Beyond the walls of glass, dusk was settling over Manhattan. The rays of the setting sun sent orange shafts of light through the skyscraper canyons. Silver’s mechanical collection draped long shadows across the chairs and tables. Except for the ancient machines, the room appeared to be empty.
“He’s not here,” Tara said.
Lash motioned Tara to follow him to the small door in the wall of bookcases. There was no knob. He ran one hand along the outlines of the door, pressing first here, then there. At last came the faint click of a hidden detent and the door sprang open.
Now it was Tara’s turn to look surprised. But precious seconds were passing and Lash ushered her up the long, narrow staircase to the living quarters.
The corridor that bisected the upper floor was silent. The polished wooden doors lining both sides were closed.
Lash took a step forward. What was he supposed to do now? Clear his throat politely? Knock? The situation had a ridiculous desperation that filled him with despair.
He approached the first door, opened it silently. Beyond was the personal gym he’d seen before, but there was no sign of Silver among the free weights, treadmills, and elliptical machines. He closed the door softly and continued.
Next was a small room that seemed to serve as reference library: the walls were covered in metal shelving full of computing journals and technology periodicals. Next was a spartan kitchen: except for a restaurant-style walk-in refrigerator, there was only a simple oven with a gas stovetop, microwave, cupboards for cookware and dry goods, and a table with a single place setting. He closed the door.
This was useless; he’d only succeeded in delaying the inevitable. For all he knew, Silver had been evacuated along with everyone else. And now it was only a matter of time until the guards arrived. Invading the penthouse of Eden’s founder, he’d probably be shot on sight. He glanced at Tara, feeling despair wash over him.
And then he caught his breath. Over her shoulder, he made out the black door at the end of the hall. It was ajar, its edges framed in yellow light.
Quickly, Lash made his way to it. He paused a moment. And then he slowly pushed it open.
The room was as he remembered: the racks of instrumentation; the whisper of countless fans; the half-dozen terminals lined up along the elongated wooden table. And there, in the lone chair before them, sat Richard Silver.
“Christopher,” he said gravely. “Please come in. I’ve been expecting you.”
FIFTY-THREE
Lash stepped forward. Richard Silver glanced from him to Tara.
“And Ms. Stapleton, too. When Edwin phoned a few minutes ago, he said you might be showing up as well. I don’t understand.”
“She came to hear your side of the story,” Lash replied.
Silver raised his eyebrows.
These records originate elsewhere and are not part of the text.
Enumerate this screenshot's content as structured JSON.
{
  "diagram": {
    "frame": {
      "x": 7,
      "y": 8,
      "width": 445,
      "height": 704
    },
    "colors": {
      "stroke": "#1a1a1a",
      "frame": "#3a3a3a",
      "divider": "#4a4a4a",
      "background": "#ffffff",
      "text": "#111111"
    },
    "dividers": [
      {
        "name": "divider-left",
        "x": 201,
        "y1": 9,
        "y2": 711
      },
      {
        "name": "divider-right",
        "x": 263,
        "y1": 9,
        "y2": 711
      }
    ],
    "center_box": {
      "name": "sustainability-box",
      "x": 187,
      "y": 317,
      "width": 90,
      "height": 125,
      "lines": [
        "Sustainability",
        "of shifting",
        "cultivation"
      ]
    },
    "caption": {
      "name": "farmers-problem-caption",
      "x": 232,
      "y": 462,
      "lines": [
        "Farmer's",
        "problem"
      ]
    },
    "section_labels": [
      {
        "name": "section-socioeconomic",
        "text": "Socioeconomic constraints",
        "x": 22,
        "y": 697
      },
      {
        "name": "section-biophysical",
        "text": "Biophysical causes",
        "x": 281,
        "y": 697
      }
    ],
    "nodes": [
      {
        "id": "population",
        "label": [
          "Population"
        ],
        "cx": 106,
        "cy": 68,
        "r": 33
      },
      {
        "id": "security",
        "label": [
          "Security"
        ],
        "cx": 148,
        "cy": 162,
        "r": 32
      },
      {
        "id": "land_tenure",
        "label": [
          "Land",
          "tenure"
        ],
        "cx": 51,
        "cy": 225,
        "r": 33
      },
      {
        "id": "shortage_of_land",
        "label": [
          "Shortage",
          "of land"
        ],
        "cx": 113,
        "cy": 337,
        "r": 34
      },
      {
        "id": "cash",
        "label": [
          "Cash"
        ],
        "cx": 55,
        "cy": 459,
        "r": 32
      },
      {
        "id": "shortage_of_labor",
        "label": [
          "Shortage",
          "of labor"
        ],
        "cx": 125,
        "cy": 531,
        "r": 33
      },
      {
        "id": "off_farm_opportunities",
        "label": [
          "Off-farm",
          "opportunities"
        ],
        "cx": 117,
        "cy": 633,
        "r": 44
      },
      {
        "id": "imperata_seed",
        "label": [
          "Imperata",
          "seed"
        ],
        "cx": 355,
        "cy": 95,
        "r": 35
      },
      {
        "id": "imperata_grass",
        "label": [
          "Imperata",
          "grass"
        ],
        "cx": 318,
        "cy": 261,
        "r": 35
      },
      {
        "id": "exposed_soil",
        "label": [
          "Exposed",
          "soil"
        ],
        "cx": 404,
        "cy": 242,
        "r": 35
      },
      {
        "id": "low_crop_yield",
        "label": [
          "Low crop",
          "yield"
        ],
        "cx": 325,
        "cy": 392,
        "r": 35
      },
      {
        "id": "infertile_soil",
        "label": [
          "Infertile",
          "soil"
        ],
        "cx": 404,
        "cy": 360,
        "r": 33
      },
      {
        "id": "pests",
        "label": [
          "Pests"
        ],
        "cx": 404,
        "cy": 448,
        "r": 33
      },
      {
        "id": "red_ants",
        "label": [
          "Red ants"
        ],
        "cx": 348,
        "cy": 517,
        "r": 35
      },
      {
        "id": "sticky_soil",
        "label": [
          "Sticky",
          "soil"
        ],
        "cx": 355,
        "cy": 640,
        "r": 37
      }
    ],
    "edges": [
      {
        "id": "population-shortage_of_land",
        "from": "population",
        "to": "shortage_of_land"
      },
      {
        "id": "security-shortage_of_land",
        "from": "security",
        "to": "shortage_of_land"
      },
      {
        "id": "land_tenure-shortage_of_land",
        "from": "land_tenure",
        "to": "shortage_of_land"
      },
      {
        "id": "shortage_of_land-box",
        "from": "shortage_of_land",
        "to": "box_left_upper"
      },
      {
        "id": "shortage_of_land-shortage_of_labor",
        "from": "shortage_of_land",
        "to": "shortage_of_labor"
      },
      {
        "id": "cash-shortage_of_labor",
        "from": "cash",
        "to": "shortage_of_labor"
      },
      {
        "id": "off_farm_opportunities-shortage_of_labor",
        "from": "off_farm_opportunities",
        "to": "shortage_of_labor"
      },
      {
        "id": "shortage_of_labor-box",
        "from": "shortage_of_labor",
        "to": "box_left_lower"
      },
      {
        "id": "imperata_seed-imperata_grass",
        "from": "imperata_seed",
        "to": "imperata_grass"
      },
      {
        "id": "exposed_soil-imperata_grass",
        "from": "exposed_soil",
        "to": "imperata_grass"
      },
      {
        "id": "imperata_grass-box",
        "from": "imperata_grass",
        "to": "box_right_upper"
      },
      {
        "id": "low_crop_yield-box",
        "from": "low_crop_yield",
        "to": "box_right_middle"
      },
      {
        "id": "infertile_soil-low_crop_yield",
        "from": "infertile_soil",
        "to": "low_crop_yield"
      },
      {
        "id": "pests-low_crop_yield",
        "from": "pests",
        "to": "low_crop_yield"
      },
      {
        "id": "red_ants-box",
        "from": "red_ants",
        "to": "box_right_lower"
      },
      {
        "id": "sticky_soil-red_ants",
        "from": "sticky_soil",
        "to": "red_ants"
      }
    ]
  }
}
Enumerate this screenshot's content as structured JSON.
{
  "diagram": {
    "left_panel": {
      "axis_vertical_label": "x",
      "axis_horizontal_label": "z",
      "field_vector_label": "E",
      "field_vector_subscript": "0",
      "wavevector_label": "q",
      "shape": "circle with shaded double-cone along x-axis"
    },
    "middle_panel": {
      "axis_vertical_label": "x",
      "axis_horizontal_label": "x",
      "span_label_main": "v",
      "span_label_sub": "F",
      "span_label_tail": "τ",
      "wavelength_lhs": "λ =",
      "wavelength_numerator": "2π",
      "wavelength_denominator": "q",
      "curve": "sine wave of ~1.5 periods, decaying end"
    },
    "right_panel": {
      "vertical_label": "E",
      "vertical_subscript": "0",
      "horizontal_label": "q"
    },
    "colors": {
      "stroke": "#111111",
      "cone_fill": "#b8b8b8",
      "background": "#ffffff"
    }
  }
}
He was wearing another tropical shirt, decorated with palms and scallop shells. His worn black jeans were neatly pressed.
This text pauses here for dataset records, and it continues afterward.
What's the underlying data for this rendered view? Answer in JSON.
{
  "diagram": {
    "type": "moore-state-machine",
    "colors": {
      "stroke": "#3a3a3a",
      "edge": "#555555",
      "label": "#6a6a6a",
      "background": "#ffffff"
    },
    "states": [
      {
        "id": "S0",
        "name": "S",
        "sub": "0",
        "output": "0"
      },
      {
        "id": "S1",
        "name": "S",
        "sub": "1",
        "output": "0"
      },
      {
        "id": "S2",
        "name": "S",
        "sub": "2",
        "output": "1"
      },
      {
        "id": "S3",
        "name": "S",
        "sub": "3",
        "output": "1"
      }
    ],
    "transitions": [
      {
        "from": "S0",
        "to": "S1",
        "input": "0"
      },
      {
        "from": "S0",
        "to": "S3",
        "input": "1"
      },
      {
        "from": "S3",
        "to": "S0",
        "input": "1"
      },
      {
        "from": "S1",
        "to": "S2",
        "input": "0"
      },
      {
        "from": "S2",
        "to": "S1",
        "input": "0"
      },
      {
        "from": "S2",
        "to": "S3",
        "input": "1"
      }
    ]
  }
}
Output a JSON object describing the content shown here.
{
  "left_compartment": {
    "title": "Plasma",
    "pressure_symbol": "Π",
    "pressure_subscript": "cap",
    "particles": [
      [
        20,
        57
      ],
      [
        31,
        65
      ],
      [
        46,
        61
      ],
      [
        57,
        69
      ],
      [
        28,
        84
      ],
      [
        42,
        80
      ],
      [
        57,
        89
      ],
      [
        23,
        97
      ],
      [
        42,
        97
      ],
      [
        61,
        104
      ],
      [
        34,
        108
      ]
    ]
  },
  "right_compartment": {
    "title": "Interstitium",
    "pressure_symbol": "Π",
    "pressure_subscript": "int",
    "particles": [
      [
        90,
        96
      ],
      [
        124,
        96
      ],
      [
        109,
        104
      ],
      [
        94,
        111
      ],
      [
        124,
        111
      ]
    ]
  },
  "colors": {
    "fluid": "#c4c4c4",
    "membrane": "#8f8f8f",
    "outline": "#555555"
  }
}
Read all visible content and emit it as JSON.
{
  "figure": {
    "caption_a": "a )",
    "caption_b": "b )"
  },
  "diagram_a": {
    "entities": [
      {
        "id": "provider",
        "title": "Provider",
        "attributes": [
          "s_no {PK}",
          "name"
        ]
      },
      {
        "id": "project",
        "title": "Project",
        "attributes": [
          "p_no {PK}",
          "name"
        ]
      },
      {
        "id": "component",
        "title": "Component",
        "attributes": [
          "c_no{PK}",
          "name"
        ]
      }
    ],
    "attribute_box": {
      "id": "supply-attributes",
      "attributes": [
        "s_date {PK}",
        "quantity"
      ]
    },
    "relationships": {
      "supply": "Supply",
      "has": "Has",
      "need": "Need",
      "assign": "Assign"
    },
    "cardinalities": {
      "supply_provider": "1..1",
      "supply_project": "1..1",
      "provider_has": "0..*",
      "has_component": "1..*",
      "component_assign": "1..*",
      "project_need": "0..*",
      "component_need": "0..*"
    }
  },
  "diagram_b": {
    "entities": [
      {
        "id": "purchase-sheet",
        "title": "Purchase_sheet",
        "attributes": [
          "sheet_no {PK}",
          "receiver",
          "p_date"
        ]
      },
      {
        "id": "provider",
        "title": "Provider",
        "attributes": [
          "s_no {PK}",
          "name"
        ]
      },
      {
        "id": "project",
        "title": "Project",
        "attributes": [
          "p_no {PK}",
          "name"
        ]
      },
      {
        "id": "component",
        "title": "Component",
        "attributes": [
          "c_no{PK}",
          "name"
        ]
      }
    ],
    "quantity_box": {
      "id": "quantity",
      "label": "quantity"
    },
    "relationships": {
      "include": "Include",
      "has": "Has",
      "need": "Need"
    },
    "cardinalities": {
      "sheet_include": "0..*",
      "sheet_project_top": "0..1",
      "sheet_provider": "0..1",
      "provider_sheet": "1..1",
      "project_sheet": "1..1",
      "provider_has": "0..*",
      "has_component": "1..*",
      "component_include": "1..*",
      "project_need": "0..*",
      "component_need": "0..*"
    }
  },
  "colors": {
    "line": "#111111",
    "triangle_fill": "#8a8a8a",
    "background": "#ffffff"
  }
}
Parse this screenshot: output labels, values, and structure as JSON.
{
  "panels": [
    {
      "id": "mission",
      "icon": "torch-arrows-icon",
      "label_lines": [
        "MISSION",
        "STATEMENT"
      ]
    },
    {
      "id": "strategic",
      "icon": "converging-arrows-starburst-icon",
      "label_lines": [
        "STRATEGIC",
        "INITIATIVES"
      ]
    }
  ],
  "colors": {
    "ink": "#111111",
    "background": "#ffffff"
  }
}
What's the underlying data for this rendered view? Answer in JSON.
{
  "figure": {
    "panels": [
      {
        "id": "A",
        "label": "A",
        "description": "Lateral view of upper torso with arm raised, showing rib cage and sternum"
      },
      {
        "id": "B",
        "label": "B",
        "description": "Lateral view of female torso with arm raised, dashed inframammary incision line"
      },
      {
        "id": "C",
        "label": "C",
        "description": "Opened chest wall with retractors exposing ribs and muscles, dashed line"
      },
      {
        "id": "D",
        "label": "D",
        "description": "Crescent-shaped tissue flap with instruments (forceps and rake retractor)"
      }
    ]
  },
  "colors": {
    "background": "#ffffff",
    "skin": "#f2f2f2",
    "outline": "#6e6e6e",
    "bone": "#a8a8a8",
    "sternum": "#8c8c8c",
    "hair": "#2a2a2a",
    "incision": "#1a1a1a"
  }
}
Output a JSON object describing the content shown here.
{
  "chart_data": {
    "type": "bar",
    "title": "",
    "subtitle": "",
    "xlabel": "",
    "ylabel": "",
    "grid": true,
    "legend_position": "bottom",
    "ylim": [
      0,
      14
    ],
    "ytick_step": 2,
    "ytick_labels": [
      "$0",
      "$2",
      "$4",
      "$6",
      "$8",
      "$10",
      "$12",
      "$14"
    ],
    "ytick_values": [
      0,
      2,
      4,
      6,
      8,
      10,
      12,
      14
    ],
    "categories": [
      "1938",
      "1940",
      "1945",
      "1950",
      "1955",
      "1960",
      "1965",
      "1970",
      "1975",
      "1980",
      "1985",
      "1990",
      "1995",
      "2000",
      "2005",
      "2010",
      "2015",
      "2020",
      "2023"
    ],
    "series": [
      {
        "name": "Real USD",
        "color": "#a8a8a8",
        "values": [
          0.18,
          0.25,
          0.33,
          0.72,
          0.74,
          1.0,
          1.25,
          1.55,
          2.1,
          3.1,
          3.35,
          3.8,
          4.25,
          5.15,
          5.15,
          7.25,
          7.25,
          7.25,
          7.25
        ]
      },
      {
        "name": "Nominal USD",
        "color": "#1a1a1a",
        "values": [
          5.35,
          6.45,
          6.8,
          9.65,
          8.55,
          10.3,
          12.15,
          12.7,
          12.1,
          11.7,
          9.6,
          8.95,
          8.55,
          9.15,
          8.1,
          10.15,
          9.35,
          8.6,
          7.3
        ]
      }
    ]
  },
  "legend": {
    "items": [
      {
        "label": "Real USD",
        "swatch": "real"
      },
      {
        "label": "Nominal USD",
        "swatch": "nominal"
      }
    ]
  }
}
“Dr. Silver—” Lash began again.
“Please, Christopher. It’s Richard. I’ve reminded you.”
“We need to talk.”
Silver nodded.
“Over the last few hours my life has gone completely to hell.”
“Yes, you look terrible. I have a first-aid kit in the bathroom – would you like me to fetch it?”
Lash waved this away. “Why don’t you sound surprised?”
Silver fell silent.
“My medical history has been tampered with. False information about deviant juvenile behavior has been added. My FBI history has been altered in a way that insults dead colleagues. I now have a criminal record. Evidence has been fabricated linking me to the scenes of death at both the Wilners and the Thorpes. Plane tickets, hotel reservations, phone records. I know there’s only one person who could have done this, Richard: you. But Tara isn’t convinced. She wants to hear what you have to say.”
“Actually, Christopher – though I hate to say it – I believe you’re the one on trial here. But tell me more. You imply I’ve fabricated a vast tissue of lies about you. How would I have done that?”
“You’ve got the computing horsepower. Liza has data-sharing access with the major communications companies, travel and lodging industries, health care, banking. And you have the kind of access, unfetteredaccess, to alter their records.”
Silver nodded slowly. “I suppose it’s true. I could do all that, if I had sufficient time. And imagination. But the question is why?”
“To conceal the identity of the real murderer.”
“And that would be—”
“You, Richard.”
For a moment, Silver did not reply.
“Me,” he said at last.
Lash nodded.
Silver shook his head slowly. “Edwin said I was to humor you, but this is really too much.” He glanced at Tara. “Ms. Stapleton, can you really imagine mekilling those women? How would I do it? And why? And then, going to all the trouble of framing Christopher here – Christopher, of all people – for the murders?”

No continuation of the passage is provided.